Why another implementation you ask?

  • All other Python implementation's of the Huffman coding algorithm are written for educational purposes, whereas this package is actually intended to be used.

  • It can be run as a standalone script because it is a pure Python implementation with no additional dependencies outside the standard library.

  • It works with streams exclusively, in a buffered fashion. Meaning that you can encode and decode files (or streams) that are larger than memory. The total memory consumption peaks at just 70KB.

  • In contrast to other implementations, the encoding step actually encodes the frequency table as well (which the decode step expects to read). This means that the original text does not need to be kept for decoding.

    Let's say you want to share a file over network, then it often improves performance to first compress the file before sending it over the wire. However, you want to be able to decompress/decode the received file without requiring the original (since that would destroy the entire purpose of compressing in the first place). Be sure to check out the client-server example showcasing the above by compressing and sending a file over a socket.

  • The decoding step is significantly faster (4x) by using an FSM so it can operate on an entire byte at once, instead of decoding bit-by-bit.

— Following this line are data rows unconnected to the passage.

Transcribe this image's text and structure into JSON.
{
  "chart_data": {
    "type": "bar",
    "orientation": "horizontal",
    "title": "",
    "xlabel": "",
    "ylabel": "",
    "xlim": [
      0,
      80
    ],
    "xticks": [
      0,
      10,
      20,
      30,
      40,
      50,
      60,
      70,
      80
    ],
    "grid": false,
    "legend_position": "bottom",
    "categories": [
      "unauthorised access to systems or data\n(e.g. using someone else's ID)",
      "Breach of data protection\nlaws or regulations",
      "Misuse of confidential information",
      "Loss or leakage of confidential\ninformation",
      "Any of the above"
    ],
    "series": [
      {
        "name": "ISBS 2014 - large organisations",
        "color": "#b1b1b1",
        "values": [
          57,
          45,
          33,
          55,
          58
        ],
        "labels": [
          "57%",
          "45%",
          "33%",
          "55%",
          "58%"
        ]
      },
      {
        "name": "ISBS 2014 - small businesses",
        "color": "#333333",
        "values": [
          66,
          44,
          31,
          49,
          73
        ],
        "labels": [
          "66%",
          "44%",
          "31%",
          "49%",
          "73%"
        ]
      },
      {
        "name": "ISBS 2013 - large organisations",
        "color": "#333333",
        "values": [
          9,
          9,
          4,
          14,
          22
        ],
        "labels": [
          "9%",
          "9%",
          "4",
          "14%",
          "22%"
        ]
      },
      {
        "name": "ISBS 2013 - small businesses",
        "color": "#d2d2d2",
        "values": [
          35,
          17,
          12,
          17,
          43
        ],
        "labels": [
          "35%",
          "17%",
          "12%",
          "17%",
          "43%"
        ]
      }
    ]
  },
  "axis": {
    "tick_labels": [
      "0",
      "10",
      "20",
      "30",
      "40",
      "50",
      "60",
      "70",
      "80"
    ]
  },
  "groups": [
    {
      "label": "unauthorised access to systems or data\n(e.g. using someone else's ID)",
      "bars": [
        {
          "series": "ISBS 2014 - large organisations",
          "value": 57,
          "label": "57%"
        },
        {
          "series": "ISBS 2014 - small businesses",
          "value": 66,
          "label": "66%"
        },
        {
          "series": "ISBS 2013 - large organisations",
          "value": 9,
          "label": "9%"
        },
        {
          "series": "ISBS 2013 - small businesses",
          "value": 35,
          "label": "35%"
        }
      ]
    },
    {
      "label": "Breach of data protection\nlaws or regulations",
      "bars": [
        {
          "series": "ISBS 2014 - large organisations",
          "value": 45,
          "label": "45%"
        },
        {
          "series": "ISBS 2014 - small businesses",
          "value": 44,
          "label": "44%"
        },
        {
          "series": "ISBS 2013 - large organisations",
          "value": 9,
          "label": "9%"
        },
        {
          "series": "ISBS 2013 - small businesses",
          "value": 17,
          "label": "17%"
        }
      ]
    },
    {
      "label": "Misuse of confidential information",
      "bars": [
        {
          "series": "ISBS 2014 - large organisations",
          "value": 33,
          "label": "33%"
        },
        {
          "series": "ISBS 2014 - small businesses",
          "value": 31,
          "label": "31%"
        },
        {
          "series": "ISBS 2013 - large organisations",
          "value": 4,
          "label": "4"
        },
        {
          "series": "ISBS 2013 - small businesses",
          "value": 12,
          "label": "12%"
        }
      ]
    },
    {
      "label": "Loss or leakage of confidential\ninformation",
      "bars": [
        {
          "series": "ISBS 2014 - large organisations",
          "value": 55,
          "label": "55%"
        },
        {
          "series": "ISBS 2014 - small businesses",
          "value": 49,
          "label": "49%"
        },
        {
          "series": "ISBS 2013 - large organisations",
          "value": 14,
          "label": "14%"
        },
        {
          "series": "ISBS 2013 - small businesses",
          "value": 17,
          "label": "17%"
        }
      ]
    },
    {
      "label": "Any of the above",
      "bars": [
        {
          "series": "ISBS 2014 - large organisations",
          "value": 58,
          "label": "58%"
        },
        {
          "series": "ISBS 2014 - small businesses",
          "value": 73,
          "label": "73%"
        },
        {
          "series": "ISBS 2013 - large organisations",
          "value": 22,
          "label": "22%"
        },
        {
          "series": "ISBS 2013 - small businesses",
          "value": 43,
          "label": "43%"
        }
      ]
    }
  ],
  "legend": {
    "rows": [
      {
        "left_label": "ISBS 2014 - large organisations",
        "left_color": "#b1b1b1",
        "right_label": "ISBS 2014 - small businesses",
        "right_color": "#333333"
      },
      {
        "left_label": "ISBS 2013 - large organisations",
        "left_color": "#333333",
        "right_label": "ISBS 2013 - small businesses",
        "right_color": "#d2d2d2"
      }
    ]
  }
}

    This is not a novel idea though, although simply not implemented by other pacakges. Basically, I noticed that the RFC for HPACK: Header Compression for HTTP/2 included a static Huffman code which was being decoded using an FSM in Python's HPACK implementation which essentially "unrolled" the FSM by operating on a byte-level instead of bit-level. I simply had to generate a FSM dynamically based on the Huffman code (see _get_fsm_decoder()) to be able to apply the same principle to non-static Huffman codes.

Installation

git clone https://github.com/yannickperrenet/huffman-coding && cd huffman_coding
pip install .
# Or for poetry users
# poetry install

Usage

Let's use Hamlet as a test text.

# Make sure you are in the root huffman_coding directory.
wget https://gist.githubusercontent.com/provpup/2fc41686eab7400b796b/raw/b575bd01a58494dfddc1d6429ef0167e709abf9b/hamlet.txt -O hamlet.txt

CLI

# Encode a given file and write to an output file.
huffman_coding encode --input="hamlet.txt" --output="hamlet.raw"
# Decode from file and write to STDOUT.
huffman_coding decode --input="hamlet.raw"
# Encode file and decode immediately again.
huffman_coding encode --input="hamlet.txt" | ./huffman_coding.py decode

Python

Files

# NOTE: Make sure to pass `newline=""` to `open()` to prevent newline
# translation since that messes with encoding/decoding. Read more here:
# https://docs.python.org/3/library/io.html#io.TextIOWrapper
# NOTE: Disable buffering because `encode()` and `decode()` already
# work in a buffered fashion.
with (
    open("hamlet.txt", mode="r", newline="") as f_in,
    open("hamlet.raw", mode="wb", buffering=0) as f_out
):
    encode(f_in=f_in, f_out=f_out)

with (
    open("hamlet.raw", mode="rb", buffering=0) as f_in,
    open("hamlet.txt", mode="w", newline="") as f_out
):
    decode(f_in=f_in, f_out=f_out)

I/O streams

import io

with open("hamlet.txt", mode="r", newline="") as f:
    text = f.read()

text_stream = io.StringIO()
text_stream.write(text)
# Seek start of stream, otherwise successive reads won't return
# anything.
text_stream.seek(0)

byte_encoding = io.BytesIO()
encode(f_in=text_stream, f_out=byte_encoding, buffering=buffering)
byte_encoding.seek(0)

decoded_text = io.StringIO()
decode(f_in=byte_encoding, f_out=decoded_text)
decoded_text.seek(0)

Running tests

Simply run python3 tests/test_huffman_coding.py or invoke unittest through its CLI python3 -m unittest -vv (make sure that the Python you are running has the package installed, i.e. pip install . in the root directory of this project).